Cash buyers such as Newport Beach-based Stoneridge Capital Partners are leading the charge among investors returning to the commercial real estate arena. The private investment firm recently acquired the 180,300-square-foot Mililani Shopping Center in central Oahu for $50.25 million.
The firm’s all-cash offer was key to beating out nine other bidders for the community shopping center. The property sold in the first quarter at an 8.2 percent cap rate.
“Three out of five buyers today have a similar story,” says Mark Bratton, vice president of investment property sales at Colliers Hawaii in Honolulu. “They’re telling us that in 2005 they couldn’t touch anything because the pricing was too high, and now they’re able to buy properties at substantially higher returns.”

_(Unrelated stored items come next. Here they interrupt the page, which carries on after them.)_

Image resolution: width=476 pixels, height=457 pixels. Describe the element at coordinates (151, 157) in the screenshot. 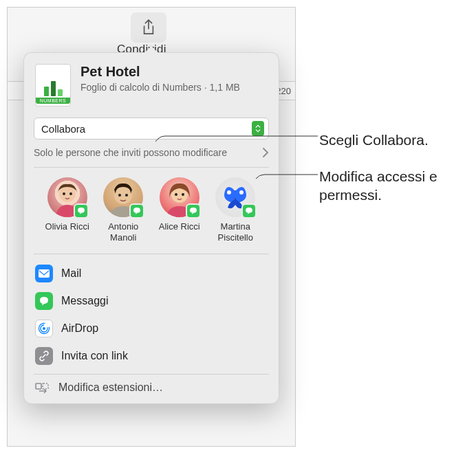

I see `permission-row: Solo le persone che inviti possono modif…` at that location.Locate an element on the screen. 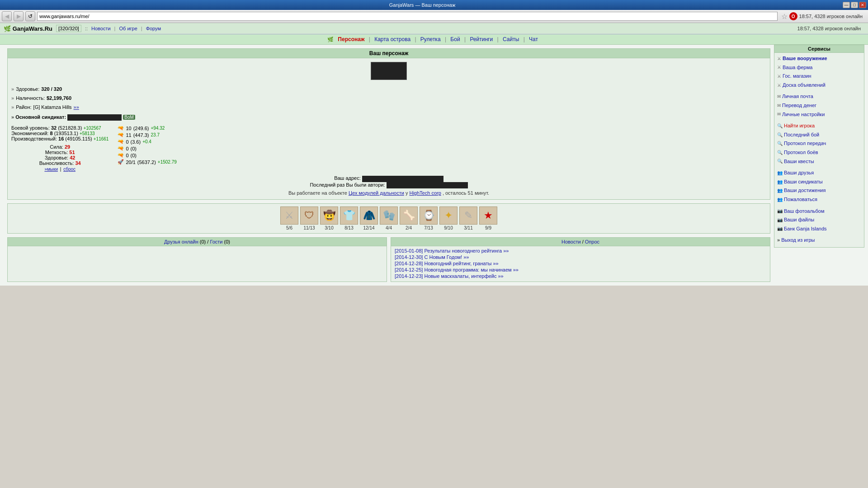 The width and height of the screenshot is (868, 488). nav-ratings: Рейтинги is located at coordinates (481, 39).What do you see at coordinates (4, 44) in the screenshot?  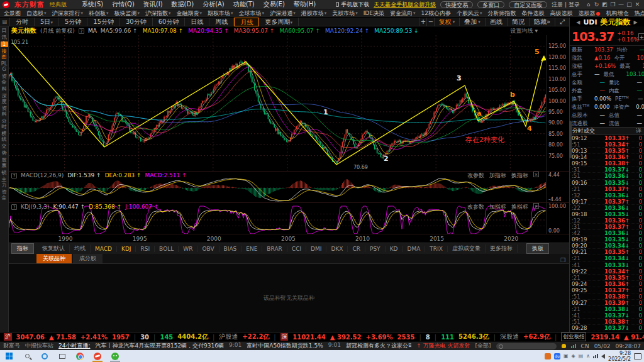 I see `left-rail-item: 1` at bounding box center [4, 44].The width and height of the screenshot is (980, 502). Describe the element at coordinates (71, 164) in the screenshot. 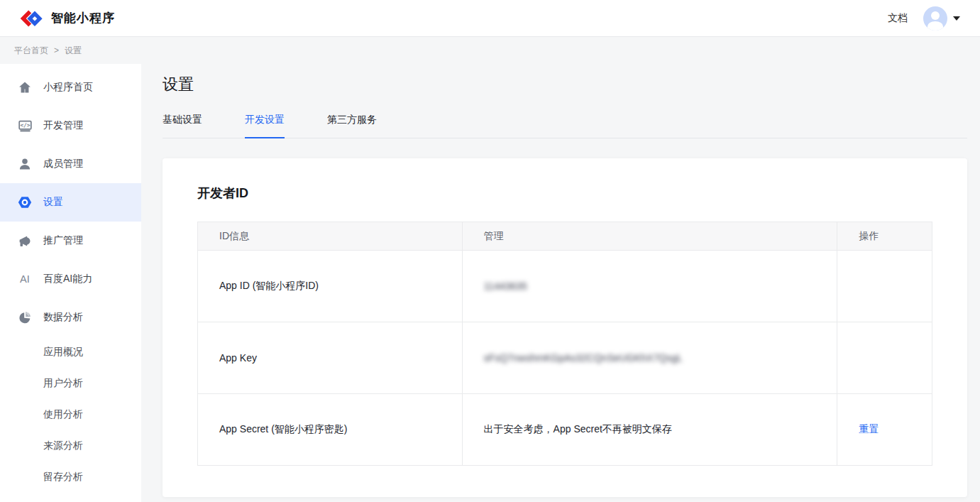

I see `sidebar-item-members: 成员管理` at that location. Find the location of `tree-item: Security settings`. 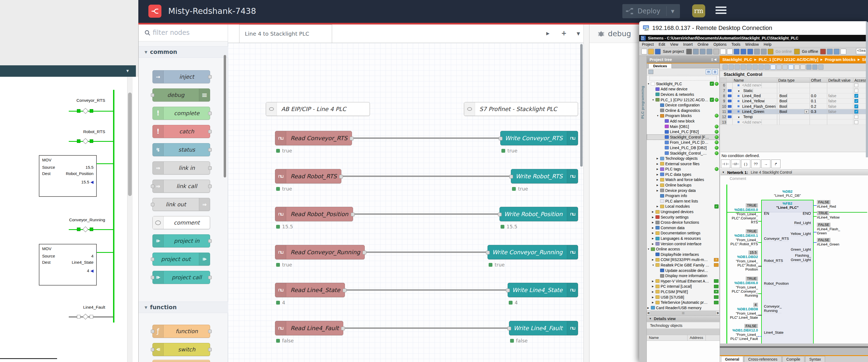

tree-item: Security settings is located at coordinates (683, 217).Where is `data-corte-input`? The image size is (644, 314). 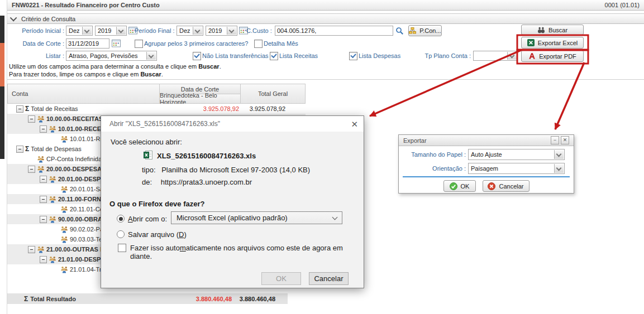 data-corte-input is located at coordinates (88, 44).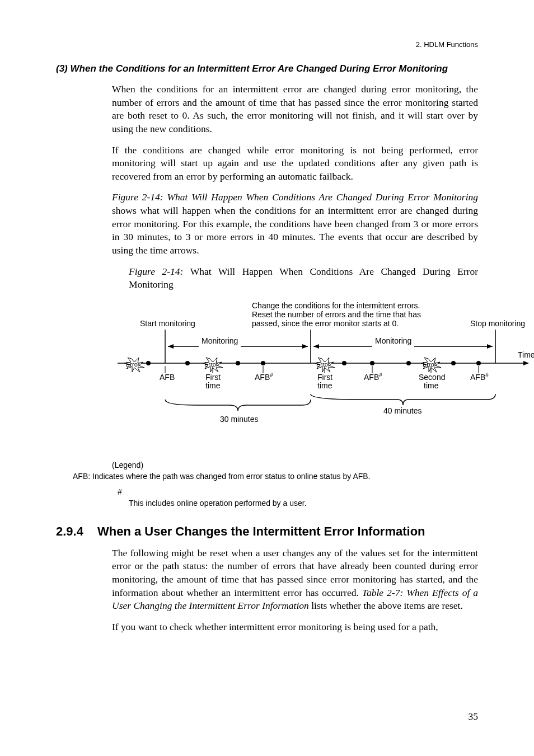 The width and height of the screenshot is (534, 756). Describe the element at coordinates (526, 355) in the screenshot. I see `fig-time-label: Time` at that location.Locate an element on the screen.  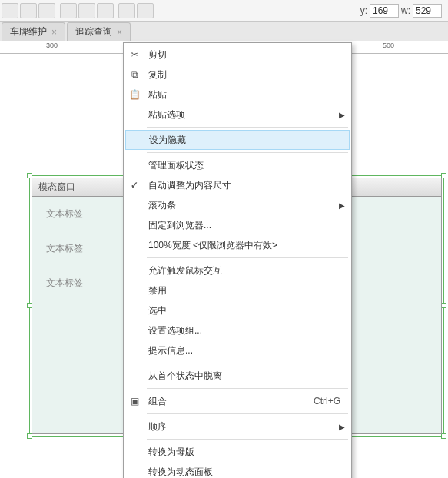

Mililani Shopping Center represents a hefty sale in a market where property sales have been lackluster due to financing constraints and a limited supply of quality investment properties. In fact, it is the largest sale to close in Hawaii yet this year.
Nationally, commercial real estate transactions across all major property sectors reached $15.6 billion in the first quarter. Although that is an improvement over the $10.5 billion in sales recorded during the same period a year earlier, it is still just a fraction of the frothy $48.1 billion that occurred during the first quarter of 2008, according to New York-based Real Capital Analytics. The research firm tracks sales in excess of $5 million.
Mililani Shopping Center sits on 12.8 acres and is anchored by Foodland, Ross Dress For Less and 24-Hour Fitness. The center also is home to more than 50 smaller tenants that include Starbucks, Blockbuster, Jamba Juice, Bank of Hawaii and Jack in the Box among others.
“People are flocking to quality, and this asset has a real strong history of staying right where it was and producing the same kind of income for the past three years,” Bratton says.
The Colliers Hawaii team of Bratton, Kim Scoggins and Nathan Fong represented the seller, Honolulu-based Alexander & Baldwin Inc., while Tom Lagos and Fred Cordova of Colliers Los Angeles represented the buyer.